Implement an AI system for compliance that provides defensible decisions to both your board and regulator.
An AI system that evaluates calls for complaints and regulatory violations poses significant legal and reputational risks. EKIP transforms the question 'is it safe to deploy?' into a data-driven answer for each individual case, highlighting the areas where limited resources can have the greatest impact on reducing risk.
Launch readiness · at a glance
The regulator and board will inquire about the same four questions from you.
Your data science team observes model metrics, and you are responsible for the resulting outcomes - including the penalties, the attention-grabbing title, the financial allocation, and the approval. EKIP addresses the four inquiries within the framework of that responsibility.
Can I prove it's safe to deploy?
Demonstrate, cell by cell, the AI's consistent ability to detect violations before making automated decisions, rather than just relying on its overall high score.
Where does my liability sit?
Expose the system's limitations: the violation types, languages, and severities it cannot currently address - where a missed call can result in enforcement.
Am I spending budget where it counts?
Focus legal and compliance review on cells with the highest risk reduction per dollar, rather than auditing all cells uniformly.
Can I defend the decision?
Generate a track record approved by auditors: AI determinations, human involvement, and supporting proof for every limit.
Three investments, sequenced to retire risk fastest.
Having more data alone is not a strategy. The budget is divided into three separate investments, each reducing the risk of a specific failure - and the sequence is crucial, as each one paves the way for the next.
The rulebook
The AI relies on regulations, internal policies, and severity rules to make decisions. The model is limited, cost-effective, and impactful, as it cannot assess violations without a corresponding rule.
Risk if skipped: confident, wrong callsThe assurance set
The test cases independently labeled to demonstrate the AI's ability to detect violations, even the uncommon and serious ones, serve as the basis for your approval; without them, readiness cannot be asserted.
Risk if skipped: launching blindThe training
Labeled examples that enhance the model - only invested in when the assurance set indicates weakness and The risk is significant. It is the most expensive, so it should be done last and with precision.
Risk if rushed: budget burned on cells already fineDemonstrating that the AI detects uncommon infractions is a surefire way to blow the budget without anyone noticing
Rarely do severe violations occur, and in order to demonstrate the AI's effectiveness in detecting them, a significant number of genuine examples must be included in the assurance set. Conducting random call audits to find these examples is excessively costly.

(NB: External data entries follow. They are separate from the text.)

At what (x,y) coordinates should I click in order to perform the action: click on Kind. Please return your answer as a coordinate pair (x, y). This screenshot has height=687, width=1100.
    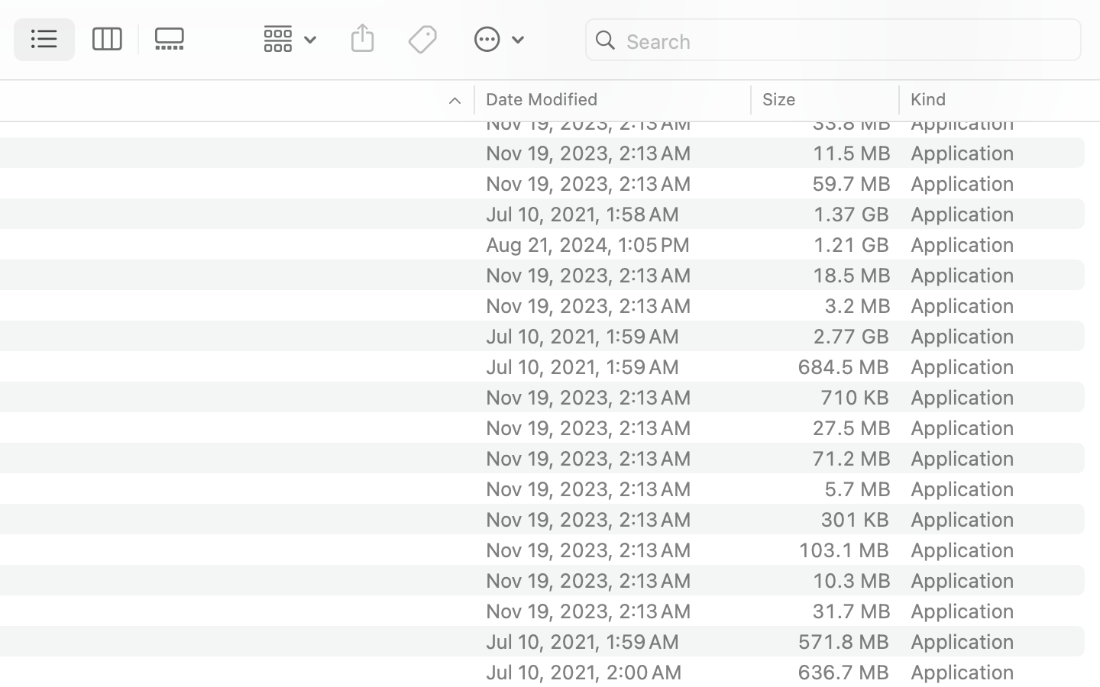
    Looking at the image, I should click on (929, 99).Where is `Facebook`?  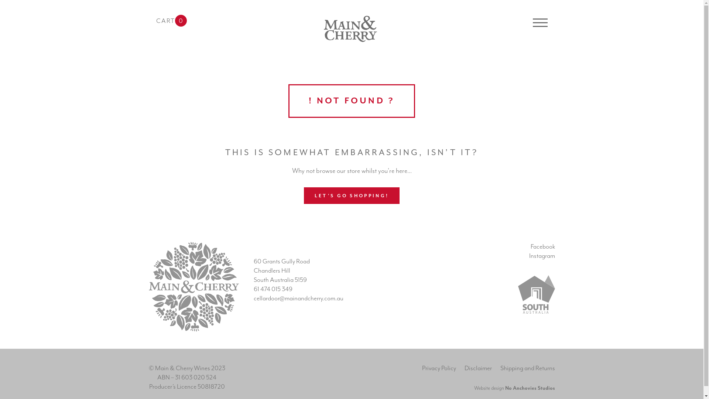 Facebook is located at coordinates (542, 247). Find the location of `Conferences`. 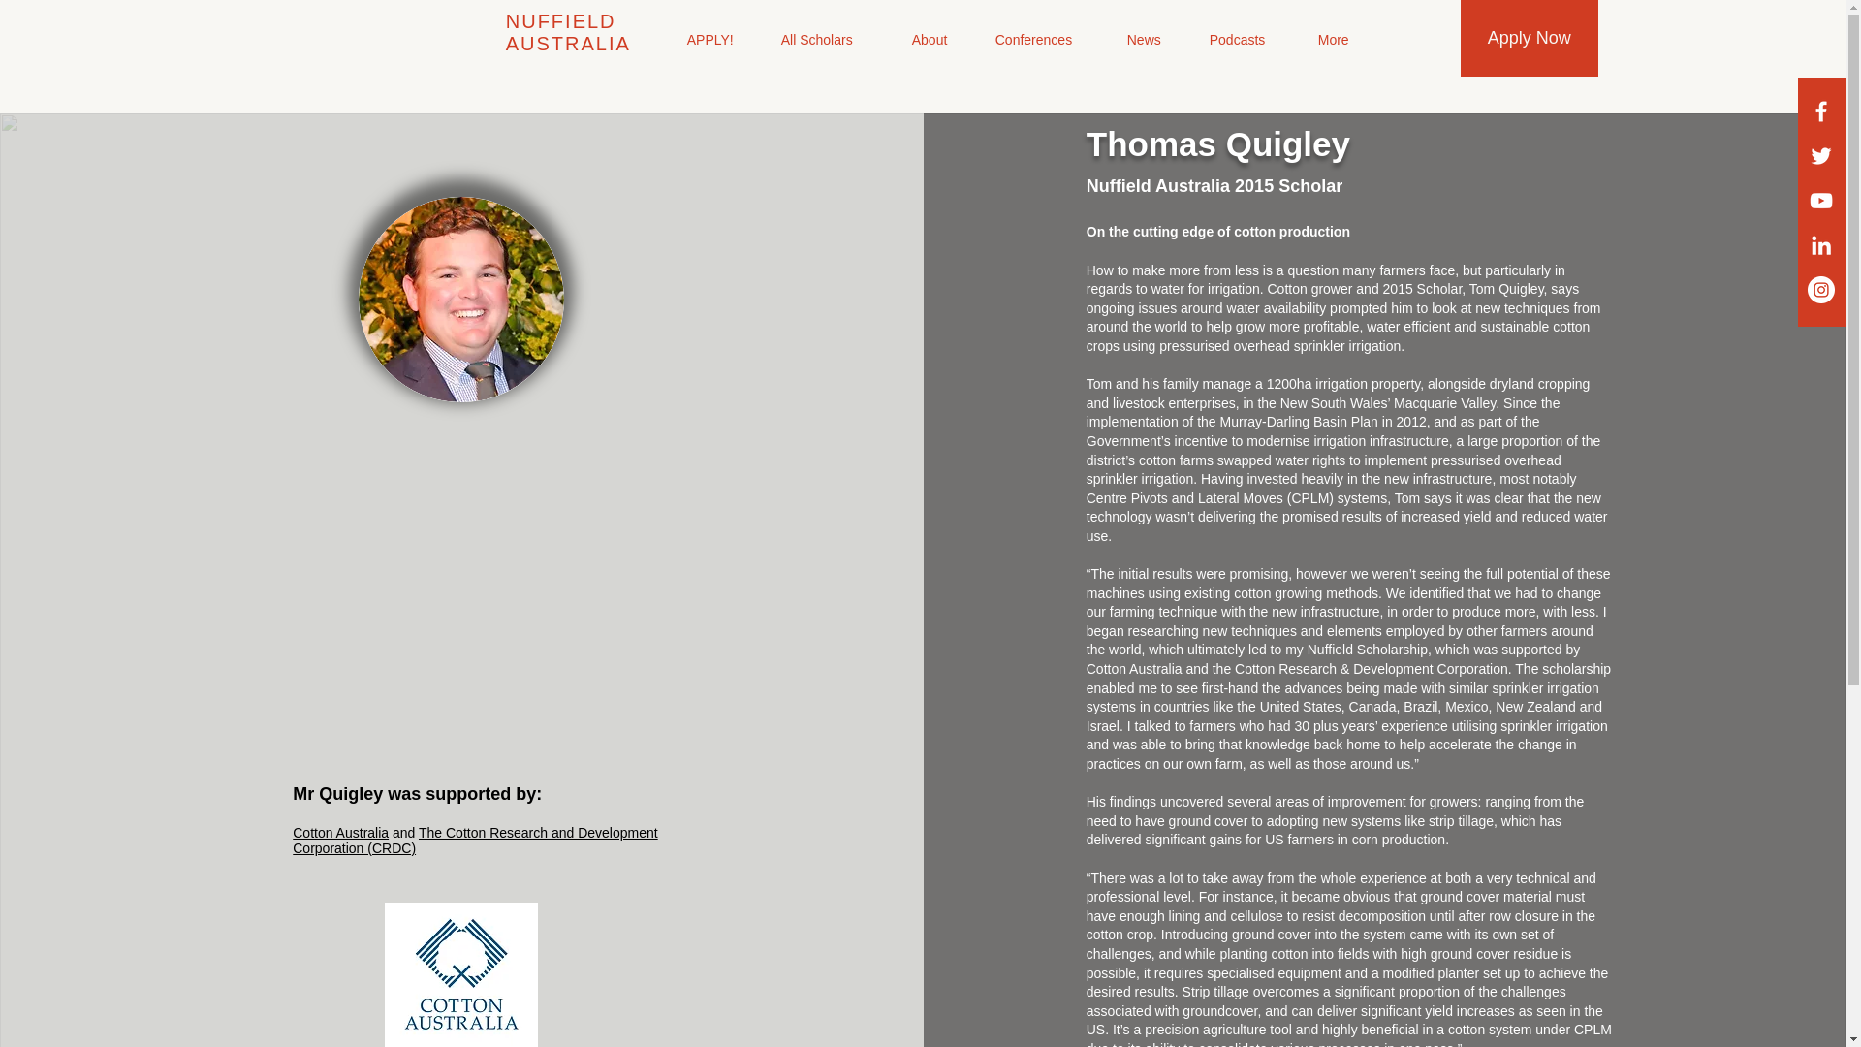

To certify recall on a 0.5%-rare violation
less expert-review effort for the same proof. This highlights the distinction between a sustainable assurance program that can be funded regularly and one that never receives approval. This is why solely increasing call reviews is ineffective, and why focusing on high-risk areas is the most cost-effective way to ensure a successful launch.
The same logic protects the training budget. Random labeling wastes money on teaching AI cases it already knows. Focusing on decision boundaries results in fewer labels, quicker progress, and compliance experts using their time more efficiently.
A risk-tiered automation policy — your governance control.
Readiness is not a binary concept. EKIP addresses it gradually, making decisions on a case-by-case basis and formulating an operational strategy based on the findings. The AI makes autonomous decisions only with sufficient evidence, while a human remains involved in all other cases, and a prioritized backlog guides funding decisions to expand automation capabilities.
You give the examiner or board this diagram as proof: automation is used confidently when supported by evidence, human judgment is relied upon when evidence is lacking, and there is a plan in place to gradually increase automation. No decision to automate is made without evidence.
The rule has been tested on numerous real cases and found to be accurate and fair in all languages. The AI makes the final decision, while humans periodically review to ensure integrity.
A check remains outstanding as a person makes a decision with assistance from AI, and the cell is placed in a backlog based on the level of risk reduction relative to cost.
Four numbers that make the conversation a five-minute one.
EKIP compiles the per-cell image into a scorecard that can be presented to the risk committee, audit, and board - updating it each cycle as coverage grows.
Why this matters now: In regulated settings, the abundance of data conceals potential failures that can lead to enforcement actions. Transitioning from blind faith in a model to concrete evidence through a readiness scorecard is crucial in distinguishing between implementing AI and protecting its integrity.
Buy a launch decision, not just a model.
This is EKIP's Frontier Intelligence and Information Geometry, providing you with a secure deployment, targeted budget allocation, and trusted governance control. Manage AI with ease, starting with the 'ready' knob.
An evaluation of one active scenario: the cellular layout, gaps in assurance, the financial analysis, and a preliminary decision-making policy between automated and human involvement.